VEER, Gerrit de (ca 1570-ca 1598). Tre Navigationi fatte dagli Olandesi, e Zelandesi, al settentrione Norvegia, Moscovia, e Tartaria verso il Catai,... dove scopersero il Mare di Veygatz, La Nuova Zembla, Et un Paese nell'Ottantesimo grado la Groenlandia. Venice: Presso Jeronimo Porro, 1599.
Small 4to (202 x 143 mm). Engraved full-page compass rose, 31 half-page engraved plates (including 5 maps). (Small paper flaw causing loss to 2 letters on title-page, title-page and some margins at end soiled, a few margins at end with tiny flaws and repairs, lacking final blank.) Modern morocco gilt.
FIRST EDITION IN ITALIAN translated by Giunio Parisio. Two issues of his tranlation were published in 1599: the present issue, pulished by Girolamo Porro, and another by Ciotti. Barentz's first and second voyages of 1594 and 1595, respectively, were led by Linschoten with de Veer as Mate. "Barent's third and last was his greatest, ranking among the hardiest achievements of all Polar Exploration. Sailing in 1596, he set his course neither by the Northeast nor the Northwest Passage, but boldly across the Pole… he discovered Spitzbergen, but as he could not penetrate the pack-ice beyond, he abandoned his original idea…After passing the farthest point of his 1594 voyage, Barents rounded the northern tip of the island, where his ship was crushed in the ice and he and his men were forced to spend the winter in great misery. The following spring the survivors set out on open boats and after incredible difficulties reached Russian territory. Barents perished during the passage…but his indomitable spirit had enabled a party of men for the first time to winter far within the Arctic Circle, suffering from all the hardships inseparable from such a first experience" (Penrose, Travel and Discovery in the Renaissance p.174). Adams V-317 (Ciotti issue); Brunet V, 1127 (Porro issue); Mortimer Italian 521.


DIRECTIONS: Once you reach the line containing "Find the rectangle enclosing <b>stairs</b>." in the data below, restate each line word for word up to and including the one containing "Get the bounding".

EXCERPTED RECORDS:
########################################

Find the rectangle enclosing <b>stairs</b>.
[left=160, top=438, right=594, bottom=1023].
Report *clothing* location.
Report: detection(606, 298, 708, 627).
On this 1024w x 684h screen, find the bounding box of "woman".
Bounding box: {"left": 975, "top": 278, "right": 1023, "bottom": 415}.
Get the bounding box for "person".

########################################

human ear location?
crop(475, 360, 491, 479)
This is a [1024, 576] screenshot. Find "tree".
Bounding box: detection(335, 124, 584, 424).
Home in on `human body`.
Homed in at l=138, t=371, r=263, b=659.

########################################

REPLY:
Find the rectangle enclosing <b>stairs</b>.
[left=160, top=438, right=594, bottom=1023].
Report *clothing* location.
Report: detection(606, 298, 708, 627).
On this 1024w x 684h screen, find the bounding box of "woman".
Bounding box: {"left": 975, "top": 278, "right": 1023, "bottom": 415}.
Get the bounding box for "person".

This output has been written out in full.